## GOAL OF THE EXERCISE
Beginning with the line that includes "Identify the location" and ending with the last line, print the records exactly, leaving every picture out.

## MATERIAL FOR THIS TASK
────────────────────

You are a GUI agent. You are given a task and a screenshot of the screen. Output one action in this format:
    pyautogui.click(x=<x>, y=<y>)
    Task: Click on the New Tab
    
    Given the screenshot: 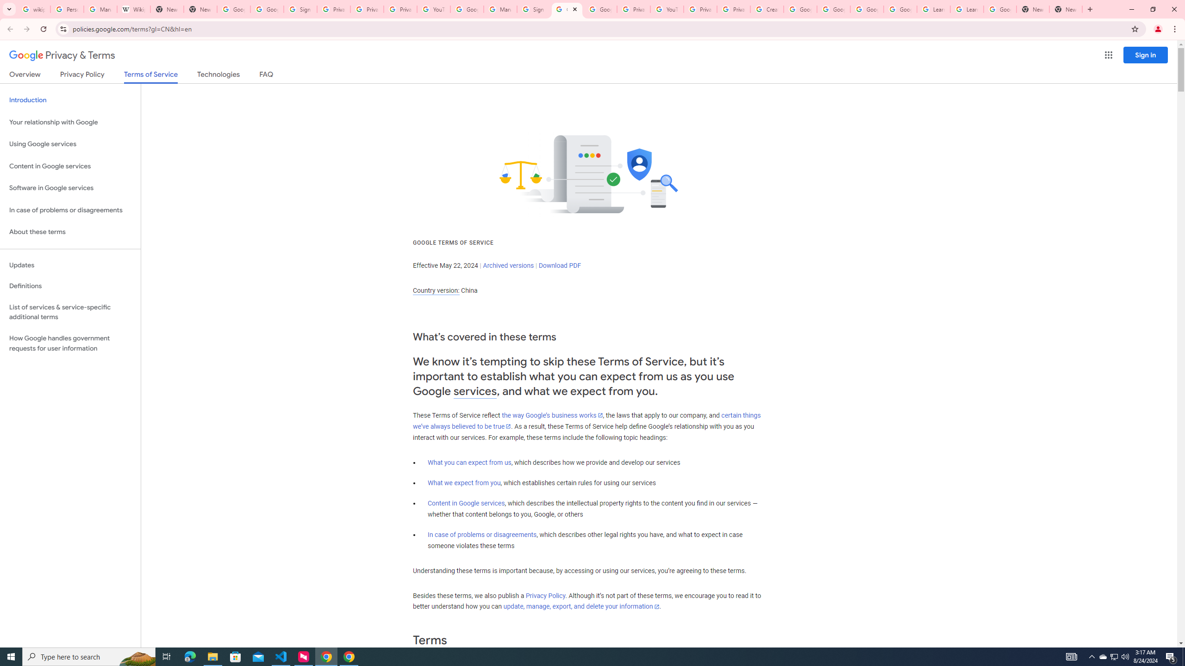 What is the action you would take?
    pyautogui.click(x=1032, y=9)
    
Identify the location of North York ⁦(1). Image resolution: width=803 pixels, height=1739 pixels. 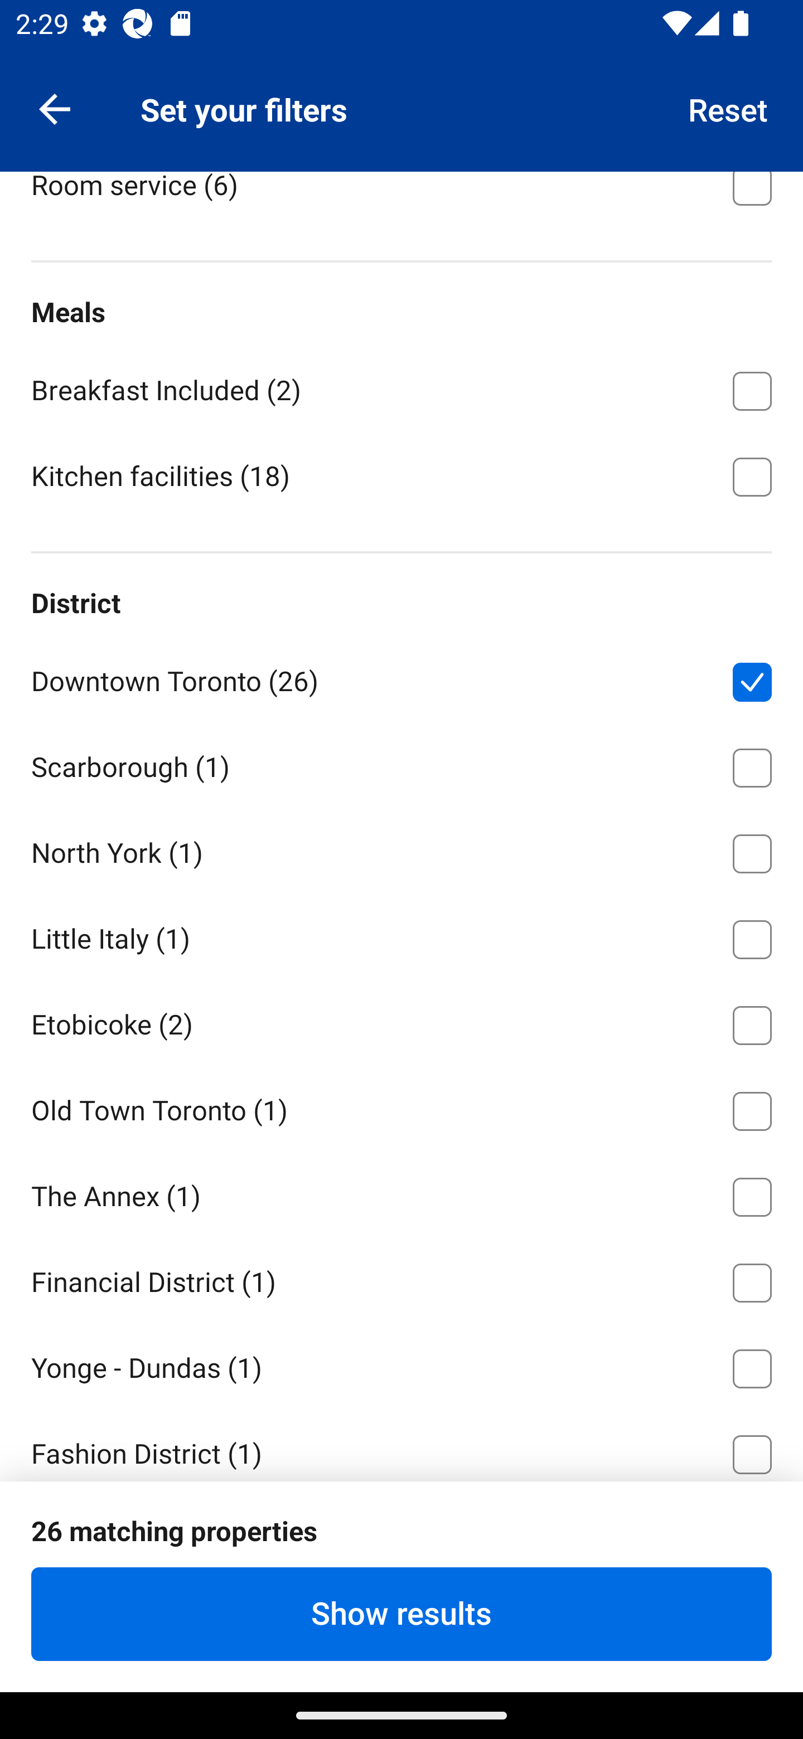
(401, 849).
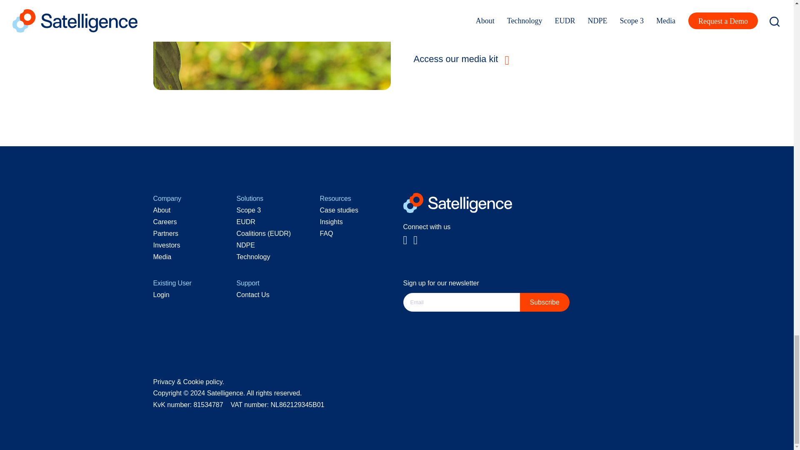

────────────────────

## REPLY TO THE EXERCISE
Identify the location of North York ⁦(1). Image resolution: width=803 pixels, height=1739 pixels. 
(401, 849).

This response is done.